A group of researchers from Western Sydney and Deakin Universities have surveyed 2000 Asian Australians on the nature, type and frequency of racist incidents they may have experienced or witnessed. Their general findings, published in The Conversation, are that about 40 per cent experienced racism personally, and that many others witnessed racist incidents. Very few reported the incidents to authorities, or even to their friends and families.

Their report Asian Australians’ experiences of racism during the Covid-19 pandemic (hyperlink in The Conversation article) has a number of detailed tables about locations and types of incidents. Shops show up strongly in the list of locations for racist behaviour. The most common responses were about being treated with less trust and respect than other Australians.

A similar survey has been conducted by Asian Australian Alliance and Osmond Chiu of Per Capita. It finds a high incidence of racial slur and name calling, and many incidents of physical violence, including incidents of people being spat on and physically intimidated. Overwhelmingly the perpetrators were unknown to the respondents, and very few people reported the incidents to the police. As with the other survey, many incidents were associated with shopping.


Webinars


Australia Institute

Wednesday 11 August, 1700 AEST: Chanel Contos “Understanding Consent”.  She came to prominence in February this year, when she conducted a poll asking whether any of her friends who attended Sydney private schools had been raped or sexually assaulted.

The webinar is free, but registration is essential. See the Institute’s seminars webpage.

Balmain Institute

Thursday 12 August, 1900 AEST: “Covid-19 and the performing arts”, with Bruce Spence of the Actors’ Benevolent Foundation and Ray Kingston of 2MBS Fine Music Sydney.

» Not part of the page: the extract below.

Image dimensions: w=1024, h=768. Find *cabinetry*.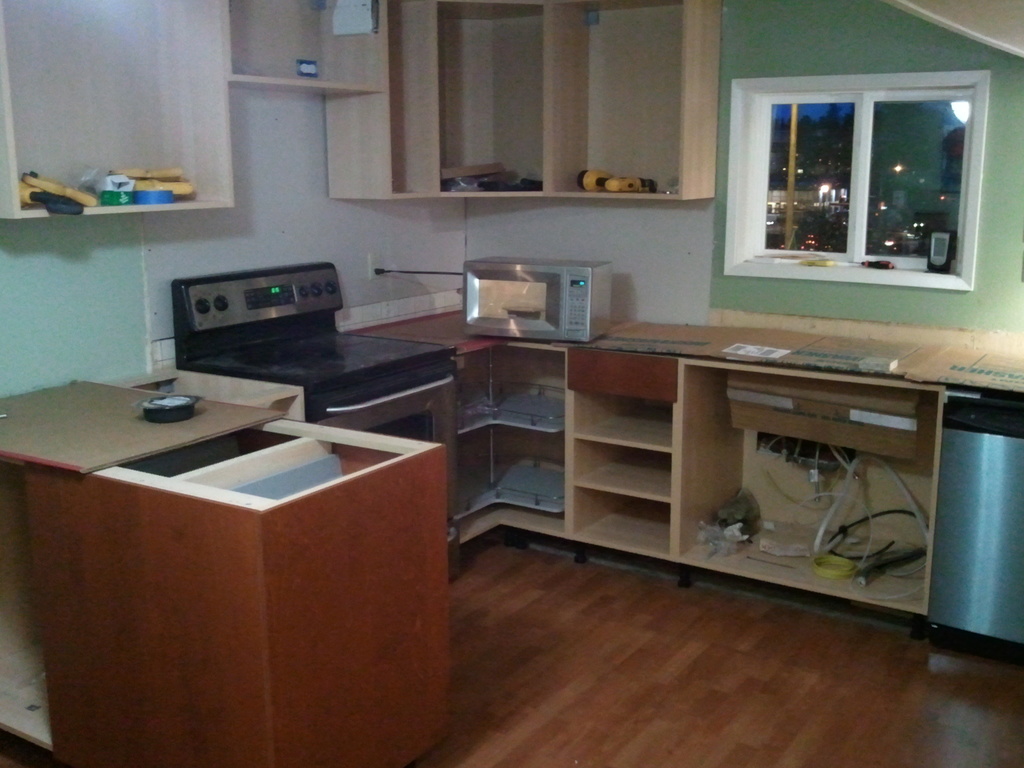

Register on the Institute’s website.


Very light opera


Remember the days before social distancing?  Plácido Domingo, Anna Netrebko and Roland Villazon provided a little levity to Franz Lehár’s  Dein ist mein ganzes Herz at the Berlin Waldbühne in 2006. (Orchester der deutschen Oper, Marco Armiliato conductor.) Luscious on full screen


If you have comments, corrections, or links to other relevant sources, we’d like to hear from you.  Please send them to Ian McAuley — ian, at the domain name ianmcauley.com

See Michael West Media for more analysis of these and other economic and political issues.